Quotes about Stewardship
God made the world because He wanted it made. He thinks the world is good, and He loves it. It is His world; He has never relinquished title to it. And He has never revoked the conditions, bearing on His gift to us of the use of it, that oblige us to take excellent care of it. If God loves the world, then how might any person of faith be excused for not loving it or justified in destroying it?
— Wendell Berry
If we are serious about these big problems, we have got to see that the solutions begin and end with ourselves. Thus we put an end to our habit of oversimplification. If we want to stop the impoverishment of land and people, we ourselves must be prepared to become poorer. If
— Wendell Berry
The value of land, like the value of a life, is unreckonable and absolute.
— Wendell Berry
it is by the place we've got, and our love for it and our keeping of it, that this world is joined to Heaven.
— Wendell Berry
Every community needs to learn how much of the local land is locally owned, and how much is available for local needs and uses.
— Wendell Berry
What I am has been to a considerable extent determined by what my forebears were, by how they chose to treat this place while they lived in it;
— Wendell Berry
One is that if agriculture is to remain productive, it must preserve the land, and the fertility and ecological health of the land; the land, that is, must be used well.
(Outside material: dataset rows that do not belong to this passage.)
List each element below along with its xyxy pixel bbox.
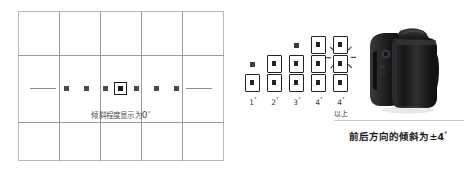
step-label-2: 2°	[264, 96, 286, 107]
camera-pentaprism	[397, 28, 430, 40]
viewfinder-tilt-scale	[18, 81, 224, 97]
scale-tick-1	[64, 86, 69, 91]
step-cell-c4-r0	[309, 55, 329, 75]
step-cell-c4-r-top	[309, 36, 329, 56]
step-box-icon	[333, 55, 348, 73]
step-cell-c1-r1	[243, 74, 263, 94]
step-label-sublabel: 以上	[330, 108, 352, 118]
step-cell-c5-r1	[331, 74, 351, 94]
degree-symbol-icon: °	[342, 96, 345, 102]
camera-top-plate	[396, 39, 436, 45]
tilt-step-labels: 1° 2° 3° 4° 4° 以上	[243, 96, 355, 120]
tilt-step-indicator-panel: 1° 2° 3° 4° 4° 以上	[243, 36, 355, 120]
viewfinder-caption-text: 倾斜程度显示为	[91, 111, 141, 120]
dslr-camera-icon	[366, 24, 452, 116]
camera-caption-text: 前后方向的倾斜为±4	[349, 131, 445, 142]
scale-tick-3	[103, 86, 108, 91]
step-cell-c5-r-top-blinking	[331, 36, 351, 56]
scale-tick-7	[174, 86, 179, 91]
step-box-icon	[289, 74, 304, 92]
step-box-icon	[333, 36, 348, 54]
viewfinder-panel: 倾斜程度显示为0°	[18, 11, 224, 161]
camera-mount-edge	[432, 48, 439, 98]
step-cell-c1-r0	[243, 55, 263, 75]
step-dot-icon	[250, 62, 255, 67]
step-label-5-over: 4° 以上	[330, 96, 352, 118]
step-box-icon	[267, 74, 282, 92]
step-box-icon	[245, 74, 260, 92]
grid-line-horizontal-1	[18, 55, 224, 56]
camera-side-button-2	[380, 72, 385, 75]
camera-grip-texture	[373, 51, 377, 90]
degree-symbol-icon: °	[298, 96, 301, 102]
grid-line-horizontal-2	[18, 122, 224, 123]
degree-symbol-icon: °	[276, 96, 279, 102]
step-label-4: 4°	[308, 96, 330, 107]
step-cell-c4-r1	[309, 74, 329, 94]
scale-tick-6	[154, 86, 159, 91]
tilt-step-grid	[243, 36, 355, 94]
scale-tick-center-highlight	[114, 82, 127, 95]
scale-tick-2	[84, 86, 89, 91]
camera-body	[392, 38, 437, 108]
step-box-icon	[333, 74, 348, 92]
step-cell-c3-r0	[287, 55, 307, 75]
degree-symbol-icon: °	[254, 96, 257, 102]
camera-rear-dial-center	[384, 52, 388, 56]
step-cell-c3-top-dot	[287, 36, 307, 56]
step-label-3: 3°	[286, 96, 308, 107]
viewfinder-caption: 倾斜程度显示为0°	[18, 109, 224, 120]
camera-shadow	[382, 107, 434, 114]
camera-side-button-1	[380, 65, 385, 68]
scale-rule-left	[30, 88, 56, 89]
camera-panel: 前后方向的倾斜为±4°	[358, 14, 464, 158]
step-dot-icon	[294, 43, 299, 48]
step-cell-c3-r1	[287, 74, 307, 94]
step-cell-c5-r0	[331, 55, 351, 75]
step-box-icon	[267, 55, 282, 73]
step-box-icon	[311, 36, 326, 54]
step-box-icon	[311, 55, 326, 73]
figure-root: 倾斜程度显示为0°	[0, 0, 468, 172]
caption-divider	[334, 120, 464, 121]
step-box-icon	[311, 74, 326, 92]
step-label-1: 1°	[242, 96, 264, 107]
step-box-icon	[289, 55, 304, 73]
degree-symbol-icon: °	[148, 110, 151, 116]
step-cell-c2-r1	[265, 74, 285, 94]
step-cell-c2-r0	[265, 55, 285, 75]
degree-symbol-icon: °	[444, 130, 447, 137]
scale-tick-5	[134, 86, 139, 91]
scale-rule-right	[186, 88, 212, 89]
camera-caption: 前后方向的倾斜为±4°	[332, 129, 464, 143]
degree-symbol-icon: °	[320, 96, 323, 102]
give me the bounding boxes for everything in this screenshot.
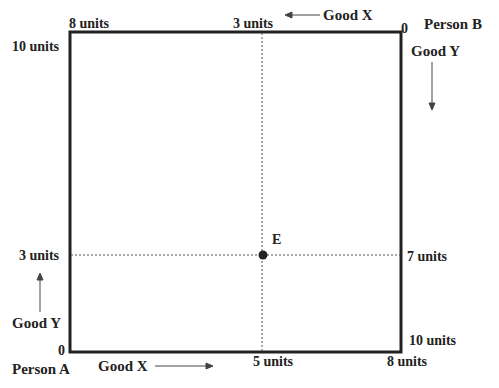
label-bottom-mid: 5 units <box>253 355 293 369</box>
label-left-mid: 3 units <box>19 249 59 263</box>
label-right-bottom: 10 units <box>409 334 456 348</box>
label-top-mid: 3 units <box>233 17 273 31</box>
label-good-y-b: Good Y <box>411 44 460 59</box>
label-good-y-a: Good Y <box>12 316 61 331</box>
point-e-dot <box>259 251 268 260</box>
label-person-b: Person B <box>424 17 482 32</box>
label-person-a: Person A <box>12 362 70 377</box>
label-top-left: 8 units <box>69 17 109 31</box>
box-outline <box>70 32 401 352</box>
label-point-e: E <box>272 233 281 247</box>
label-good-x-a: Good X <box>98 359 148 374</box>
label-origin-a: 0 <box>58 344 65 358</box>
label-left-top: 10 units <box>12 40 59 54</box>
label-good-x-b: Good X <box>323 8 373 23</box>
label-origin-b: 0 <box>401 22 408 36</box>
label-bottom-right: 8 units <box>387 355 427 369</box>
label-right-mid: 7 units <box>407 250 447 264</box>
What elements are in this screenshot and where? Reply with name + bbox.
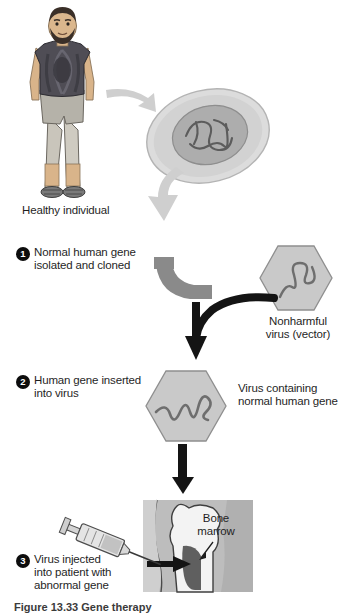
healthy-individual-label: Healthy individual [22,204,142,217]
arrow-virus-to-insertion-icon [160,288,280,366]
gene-therapy-figure: Healthy individual [0,0,351,615]
step-3-label: Virus injected into patient with abnorma… [34,553,111,593]
step-1-label: Normal human gene isolated and cloned [34,246,136,272]
figure-caption: Figure 13.33 Gene therapy [14,601,152,613]
bone-marrow-label: Bone marrow [186,512,246,538]
step-1-badge: 1 [16,247,30,261]
virus-containing-gene-label: Virus containing normal human gene [238,382,350,408]
step-3-badge: 3 [16,554,30,568]
step-2-label: Human gene inserted into virus [34,374,141,400]
arrow-person-to-cell-icon [104,84,164,124]
step-2-badge: 2 [16,375,30,389]
step-3: 3 Virus injected into patient with abnor… [16,553,146,593]
virus-with-gene-hexagon [144,368,228,444]
arrow-cell-down-icon [146,165,202,227]
arrow-to-injection-icon [170,444,196,496]
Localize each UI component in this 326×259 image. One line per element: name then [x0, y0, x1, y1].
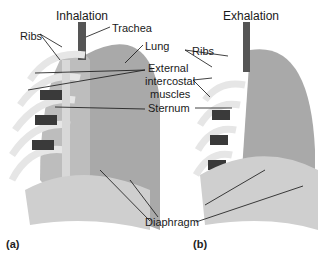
lung-label: Lung [145, 40, 169, 52]
external-intercostal-label-line3: muscles [150, 88, 190, 100]
exhalation-title: Exhalation [223, 10, 279, 22]
diaphragm-label: Diaphragm [145, 216, 199, 228]
sternum-label: Sternum [148, 102, 190, 114]
external-intercostal-label-line2: intercostal [145, 75, 195, 87]
external-intercostal-label-line1: External [148, 62, 188, 74]
panel-a-drawing [12, 22, 160, 230]
trachea-label: Trachea [112, 22, 152, 34]
panel-a-tag: (a) [6, 238, 19, 250]
inhalation-title: Inhalation [56, 10, 108, 22]
panel-b-tag: (b) [193, 238, 207, 250]
ribs-label-b: Ribs [192, 45, 214, 57]
panel-b-drawing [196, 22, 318, 230]
ribs-label-a: Ribs [20, 30, 42, 42]
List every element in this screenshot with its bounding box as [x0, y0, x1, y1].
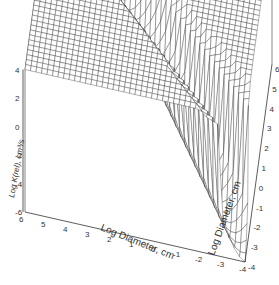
surface-cell — [64, 73, 70, 79]
surface-cell — [179, 100, 185, 106]
surface-cell — [190, 102, 196, 108]
surface-cell — [141, 91, 147, 97]
x-tick-label: 4 — [63, 225, 68, 234]
y-tick-label: -4 — [248, 263, 256, 272]
surface-cell — [163, 96, 169, 102]
surface-cell — [124, 87, 130, 93]
surface-cell — [174, 98, 180, 104]
surface-cell — [69, 75, 75, 81]
surface-cell — [219, 60, 225, 68]
surface-cell — [36, 67, 42, 73]
y-tick-label: 6 — [275, 65, 279, 74]
surface-cell — [58, 72, 64, 78]
surface-cell — [113, 85, 119, 91]
x-tick-label: 3 — [85, 230, 90, 239]
y-tick-label: 1 — [262, 164, 267, 173]
surface-cell — [102, 82, 108, 88]
surface-cell — [42, 68, 48, 74]
surface-cell — [119, 86, 125, 92]
surface-cell — [244, 91, 250, 99]
z-tick-label: 4 — [15, 66, 20, 75]
surface-cell — [108, 83, 114, 89]
surface-cell — [31, 66, 37, 72]
surface-cell — [185, 101, 191, 107]
surface-cell — [211, 30, 217, 36]
x-tick-label: -3 — [217, 260, 225, 269]
surface-cell — [80, 77, 86, 83]
x-tick-label: -4 — [239, 265, 247, 274]
surface-cell — [215, 54, 221, 62]
y-tick-label: -2 — [253, 223, 261, 232]
z-tick-label: 2 — [15, 94, 20, 103]
y-tick-label: -3 — [251, 243, 259, 252]
y-tick-label: 3 — [267, 124, 272, 133]
y-tick-label: 0 — [259, 184, 264, 193]
surface-cell — [130, 88, 136, 94]
surface-cell — [91, 80, 97, 86]
y-tick-label: 5 — [272, 85, 277, 94]
surface-mesh — [25, 0, 272, 262]
y-tick-label: 4 — [270, 105, 275, 114]
surface-cell — [53, 71, 59, 77]
surface-cell — [239, 85, 245, 93]
surface-cell — [240, 252, 246, 262]
surface-cell — [47, 70, 53, 76]
surface-cell — [135, 90, 141, 96]
surface-cell — [224, 67, 230, 75]
surface-cell — [146, 92, 152, 98]
surface-cell — [97, 81, 103, 87]
z-tick-label: 0 — [15, 123, 20, 132]
y-tick-label: 2 — [264, 144, 269, 153]
x-tick-label: 5 — [41, 220, 46, 229]
surface-cell — [229, 73, 235, 81]
surface-cell — [152, 93, 158, 99]
surface-cell — [75, 76, 81, 82]
y-tick-label: -1 — [256, 204, 264, 213]
surface-cell — [86, 78, 92, 84]
surface-cell — [157, 95, 163, 101]
z-tick-label: -6 — [15, 208, 23, 217]
surface-cell — [25, 65, 31, 71]
surface-cell — [168, 97, 174, 103]
surface-plot: 6543210-1-2-3-4-4-3-2-10123456-6-4-2024 … — [0, 0, 279, 285]
x-tick-label: -2 — [195, 255, 203, 264]
surface-cell — [234, 79, 240, 87]
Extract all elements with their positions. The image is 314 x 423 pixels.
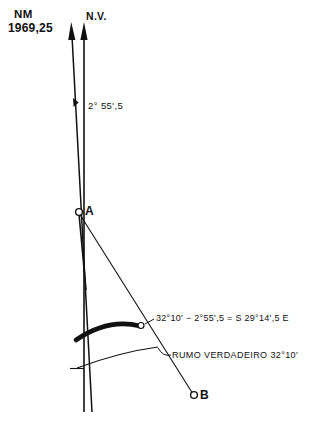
point-a-label: A [85, 204, 94, 218]
point-b-marker [191, 392, 198, 399]
course-line-ab [79, 213, 193, 394]
magnetic-arc-endpoint-circle [138, 323, 144, 329]
magnetic-north-epoch-label: 1969,25 [8, 21, 53, 35]
true-north-arrowhead [80, 22, 87, 40]
magnetic-course-formula-label: 32°10' − 2°55',5 = S 29°14',5 E [156, 313, 289, 323]
course-line [79, 213, 193, 394]
point-a-circle [76, 209, 83, 216]
navigation-diagram: NM 1969,25 N.V. 2° 55',5 A B 32°10' − 2°… [0, 0, 314, 423]
true-north-label: N.V. [86, 10, 107, 22]
point-b-circle [191, 392, 198, 399]
point-a-marker [76, 209, 83, 216]
magnetic-north-arrowhead [68, 22, 75, 40]
magnetic-north-label: NM [14, 8, 33, 20]
declination-label: 2° 55',5 [88, 100, 123, 111]
point-b-label: B [200, 388, 209, 402]
magnetic-course-arc-path [76, 324, 140, 340]
true-course-arc [70, 347, 171, 369]
true-course-label: RUMO VERDADEIRO 32°10' [172, 350, 298, 360]
magnetic-north-line [72, 36, 92, 412]
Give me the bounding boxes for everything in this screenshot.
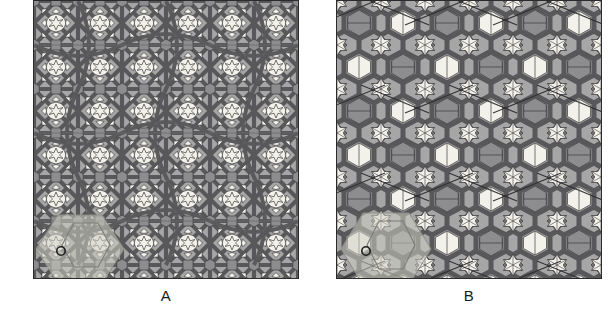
panel-label-a: A — [161, 288, 172, 303]
panel-a-pattern-field — [34, 1, 298, 278]
panel-a-tiling — [33, 0, 299, 279]
panel-b-pattern-field — [337, 1, 601, 278]
panel-b-tiling — [336, 0, 602, 279]
panel-wrapper-b: B — [336, 0, 602, 303]
panel-b-svg — [337, 1, 601, 278]
panel-label-b: B — [464, 288, 475, 303]
figure-container: A — [0, 0, 616, 332]
panel-wrapper-a: A — [33, 0, 299, 303]
panel-a-svg — [34, 1, 298, 278]
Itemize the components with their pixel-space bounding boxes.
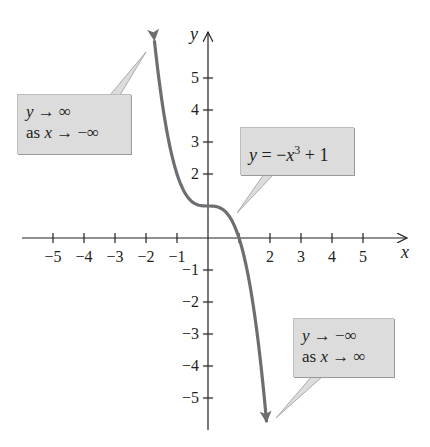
- x-tick-label: −3: [106, 248, 123, 265]
- callout-text: y: [249, 145, 257, 165]
- y-tick-label: 2: [191, 165, 199, 182]
- x-axis-label: x: [400, 242, 409, 262]
- y-tick-label: 5: [191, 69, 199, 86]
- callout-right-end-behavior: y → −∞ as x → ∞: [293, 318, 394, 377]
- callout-text: x: [320, 347, 328, 366]
- y-tick-label: −1: [182, 261, 199, 278]
- y-tick-label: −5: [182, 389, 199, 406]
- callout-tail-mid: [237, 174, 274, 213]
- callout-text: → ∞: [328, 347, 366, 366]
- y-tick-label: −3: [182, 325, 199, 342]
- x-tick-label: −2: [137, 248, 154, 265]
- plot-area: −5−4−3−2−12345−5−4−3−2−12345 x y: [0, 0, 430, 447]
- callout-left-end-behavior: y → ∞ as x → −∞: [17, 94, 131, 154]
- callout-text: + 1: [300, 145, 328, 165]
- y-tick-label: −4: [182, 357, 199, 374]
- y-tick-label: −2: [182, 293, 199, 310]
- x-tick-label: −5: [44, 248, 61, 265]
- callout-text: as: [26, 123, 44, 142]
- callout-function-label: y = −x3 + 1: [240, 127, 354, 175]
- callout-text: = −: [257, 145, 286, 165]
- callout-text: → −∞: [310, 326, 357, 345]
- callout-text: → −∞: [52, 123, 99, 142]
- callout-text: y: [26, 102, 34, 121]
- x-tick-label: −4: [75, 248, 92, 265]
- callout-tail-left: [110, 52, 146, 95]
- callout-text: → ∞: [34, 102, 72, 121]
- y-tick-label: 4: [191, 101, 199, 118]
- x-tick-label: 2: [266, 248, 274, 265]
- callout-text: y: [302, 326, 310, 345]
- x-tick-label: 4: [328, 248, 336, 265]
- y-tick-label: 3: [191, 133, 199, 150]
- callout-text: x: [44, 123, 52, 142]
- x-tick-label: 3: [297, 248, 305, 265]
- callout-tail-right: [276, 376, 323, 418]
- callout-text: as: [302, 347, 320, 366]
- y-axis-label: y: [188, 24, 198, 44]
- function-curve: [154, 40, 266, 422]
- x-tick-label: 5: [359, 248, 367, 265]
A further requirement, therefore, is that if the land is to be used well, the people who use it must know it well, must be highly motivated to use it well, must know how to use it well, must have time to use it well, and must be able to afford to use it well.
— Wendell Berry
trouble with this is that a proper concern for nature and our use of nature must be practiced, not by our proxy-holders, but by ourselves
— Wendell Berry
He turned to his own place then . . . and began to ask what might be the best use of it. How might a family live there without reducing it?
— Wendell Berry
it is only on the condition of humility and reverence before the world that our species will be able to remain in it.
— Wendell Berry
As Sir Albert Howard, a British agrarian much admired by Berry, once put it in The Soil and Health: "The using up of fertility is a transfer of past capital and of future possibilities to enrich a dishonest present: it is banditry pure and simple.
— Wendell Berry
The price is high. God does not want partnership with us, but ownership of us.